Monday, August 12, 2013

A World Without Debt


Edward Hadas has written a good article on the problems of debt. He says that he dreams of a world without debt. Here are his reasons.

Loans and bonds are poorly designed for their primary economic purpose – investment. This observation may sound shocking. Interest-bearing debt is considered totally normal. Financial theory unquestioningly treats risk-free debt as the standard instrument. Savers usually compare all investments to a similar standard: safe bank accounts which pay a steady interest rate.

But a little reflection on the real economy shows that the typical debt arrangement is an unfortunate holdover from a more primitive age. Loans are unnecessarily distant from economic reality. If we were starting now, we would never rely on such rigid instruments to fund investments.

To start, loans carry a maturity mismatch, because temporary debt funds permanent investments. Depositors can take money out of banks, banks can pull lines of credit and loans are supposed to be repaid or refinanced at maturity. But the factories the credit finances cannot then be unbuilt. The research cannot be undone and the people cannot be untrained.
The way that interest rates are usually fixed in advance is another problem. Unless both sides agree on floating rates, loans are bets on future inflation rates. Sometimes borrowers gain, sometimes lenders do, but either way a totally unnecessary risk is created.

The most important problem with debt is the so-called economic mismatch: the interest payments on loans vary much less than borrowers’ cashflows. Temporary difficulties can lead basically sound companies to skimp on economically valuable investments, or to default.

Banks are supposed to be able to absorb the losses from defaults. They charge riskier borrowers higher interest rates, a burden which makes default more likely. They also have a hierarchy for taking losses. Shareholders lose out first, followed by holders of subordinated debt. In most countries, the government comes to the rescue when losses get really large.

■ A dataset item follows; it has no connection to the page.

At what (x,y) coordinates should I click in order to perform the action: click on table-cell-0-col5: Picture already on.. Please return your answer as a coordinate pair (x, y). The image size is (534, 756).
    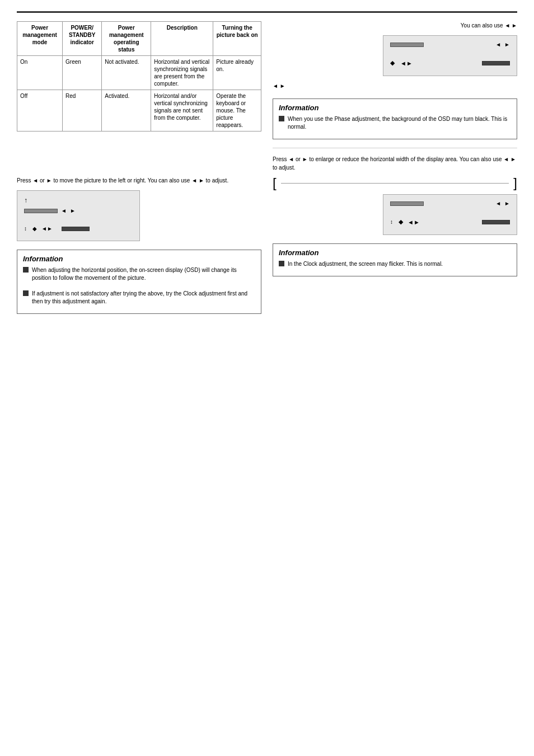
    Looking at the image, I should click on (237, 73).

The arrangements are complicated and uncertain – thus the debate over how much capital banks need. The problem, though, is largely created by the duality of loans: either good or bad. If borrowers’ payments were more flexible – lower and higher depending on economic conditions – banks could have financial structures which were both simpler and sounder.

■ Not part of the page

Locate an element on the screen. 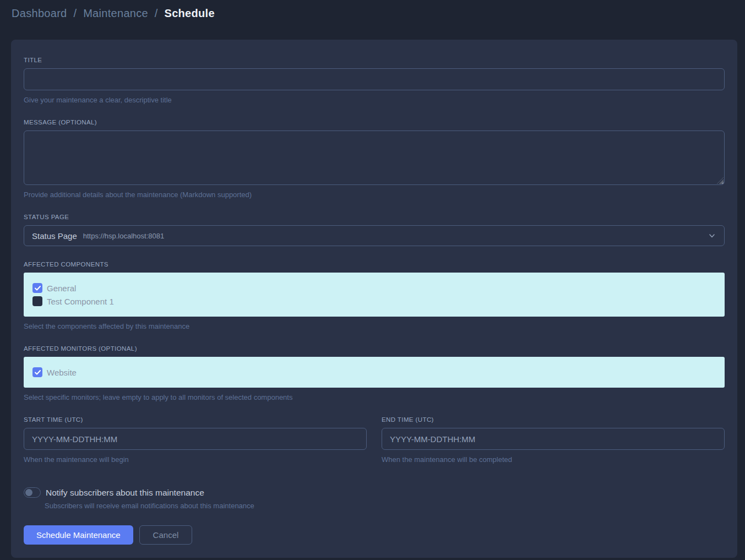  status-page-selected-name: Status Page is located at coordinates (55, 236).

What is needed? Financial instruments which have no maturity, which are protected from inflation and which have variable payments. There’s nothing fantastic about that wish list. Common shares tick all the boxes (Full article at a Imagine a World Without Debt.
The biblical economic model is hostile to debt and interest. Loans for longer than seven years are prohibited, because that is a long as people who do not know the future can commit. The borrower becomes the slave of the lender, and God’s people should be free. Loans to the poor must be interest free. So as the gospel advances the use of debt should decline dramatically, and be replaced with greater use of equity, which is more equitable anyway. Edward’s comments provide economic reasoning to support this view.